Once all players set up their memberships and mark themselves ready in the Group, matchmaking beings automatically. Players receive updates as they go by polling their membership every few seconds. Once server is assigned, players connect and proceed to start playing.

Replace Leavers

Optional feature

Use Edgegap Backfill to request additional players to be added to a running match. This may help reduce your server cost (due to higher match fill rate) and improves the social experience (generally preferred over playing against bots).

Match Concludes

As the match completes, use Epic Online Services to upload match replay data, or upload error trace with EOS Player Data from your game server, or update your EOS Stats.

Upload trace and log data.

If you wish to find a new match with your current Lobby, simply create a new Group and restart from beginning.

EOS Lobby Integration – In Depth

The following is the step-by-step integration process to EOS Lobby using Edgegap from our documentation. Make sure to use this version, as it is kept up to date more frequently.

This guide will show you how to integrate Edgegap to work with EOS lobbies in your Unreal game project. Some steps will require you to send requests to our API using a token, and the curl commands provided below will allow you to preview each of their response so that you may determine how to manage them in your code. When using the token in your requests, make sure to keep the token keyword.

You will also need to have an application version already set up on our platform for our project. In this case, we recommend using the Edgegap Unreal plugin to help speed up the testing process. For more information on the plugin, you can read our documentation here.

Warning: As a safety measure, it is not recommended to have the EOS Lobby Owner send requests directly to the Edgegap API in a production environment, due to the client getting access to the API token. You should instead use a separate service to manage these requests.

1. Get and Store the players' public IP

To begin with, each player that joins a lobby - including the Lobby Owner - needs to get their public IP and store it as a Lobby Member property.

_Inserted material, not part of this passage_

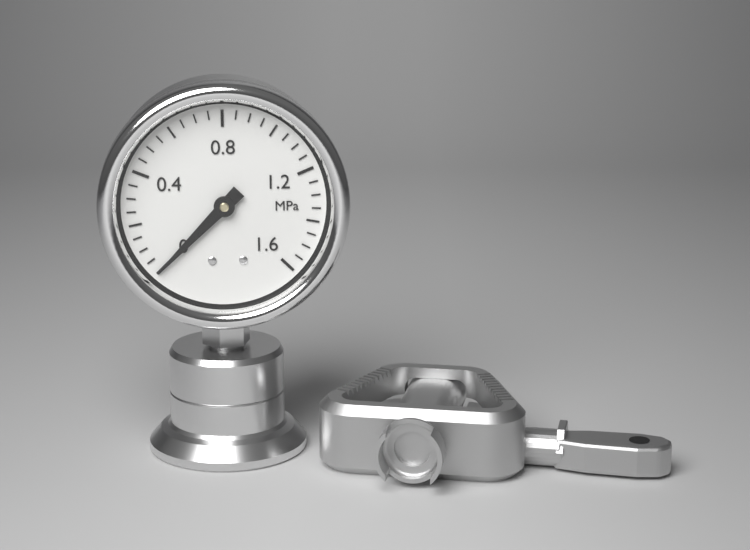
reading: 0.00 MPa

curl --location --request GET 'https://api.edgegap.com/v1/ip' \

--header 'Authorization: [EDGEGAP_API_TOKEN]'

2. Create a deployment

Once the Lobby Owner decides that the match is ready to begin, a request needs to be sent to create a new deployment on Edgegap, using the stored public IPs.

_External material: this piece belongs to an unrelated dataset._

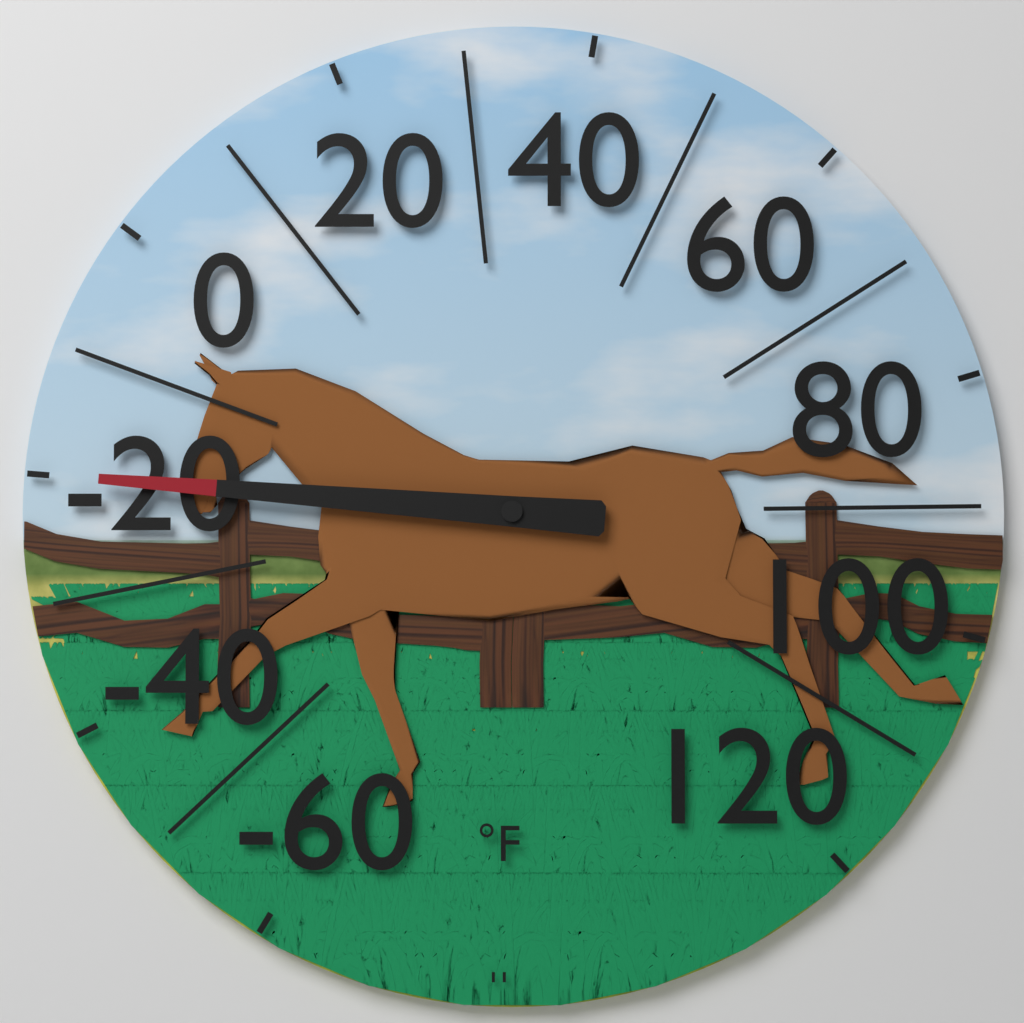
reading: -20 °F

curl --location --request POST 'https://api.edgegap.com/v1/deploy' \

--header 'Content-Type: application/json' \

--header 'Authorization: [EDGEGAP_API_TOKEN]' \

--data-raw '{

    "app_name": "[EDGEGAP_APP_NAME]",

    "version_name": "[EDGEGAP_APP_VERSION]",

    "ip_list": [

        "[LOBBY_MEMBER_IP]"

    ]

}'

Afterwards, the Lobby Owner will need to keep polling the deployment, using the request_id provided in the response of the deployment creation request. Once the reply has the deployment's current_status set to READY, the Lobby Owner will need to set the deployment's IP and port values as EOS Lobby Properties.

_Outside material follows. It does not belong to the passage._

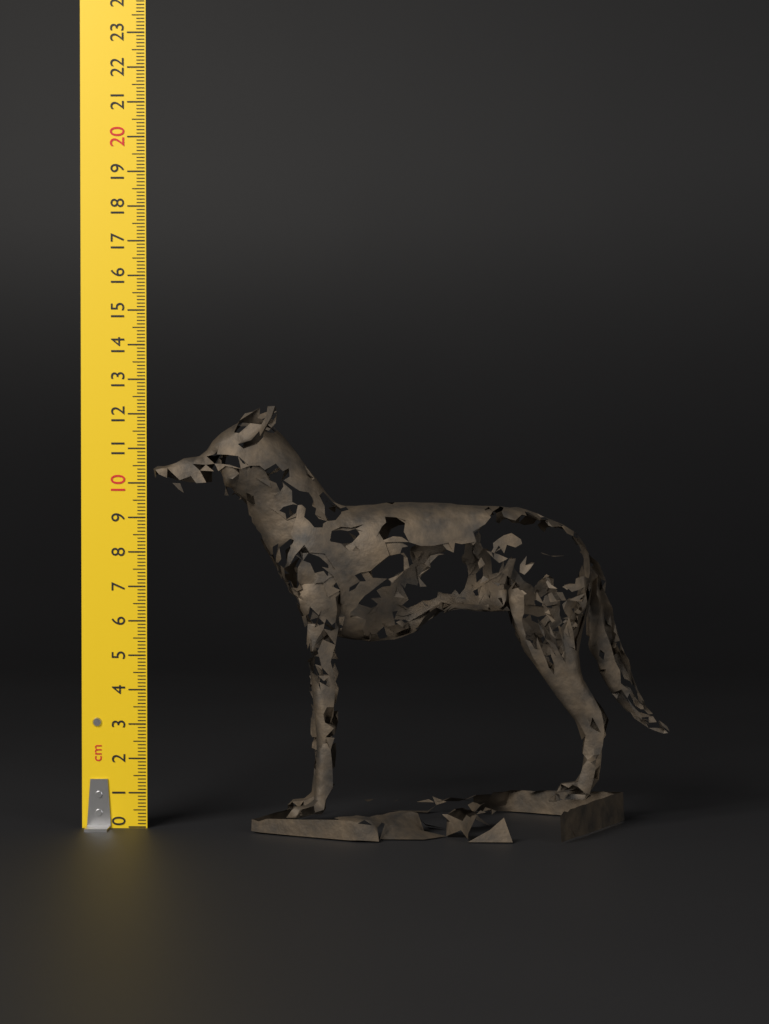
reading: 12.2 cm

curl --location --request GET 'https://api.edgegap.com/v1/status/[REQUEST_ID]' \

--header 'Authorization: [EDGEGAP_API_TOKEN]'

3. Connect to the deployment

When the players receive the notification that the IP and port values have been assigned, they can compare them against the client cache and then use them to connect to the server to play the match.

4. End the match and deployment

Once the match is finished, the Lobby Owner will unset the IP and port values from the EOS Lobby Properties, which will notify everyone else to disconnect gracefully from the server. If the application has the configuration to inject environment variables, they can be used to terminate the deployment from within at this time.

To terminate the deployment from outside the server, a request like the curlcommand shown below can be used instead.

curl --location --request DELETE 'https://api.edgegap.com/v1/stop/[REQUEST_ID]' \

--header 'Authorization: [EDGEGAP_API_TOKEN]'

If the players remain in the lobby, the Lobby Owner can then repeat the steps starting at requesting a new deployment in order to initiate a rematch with the same people.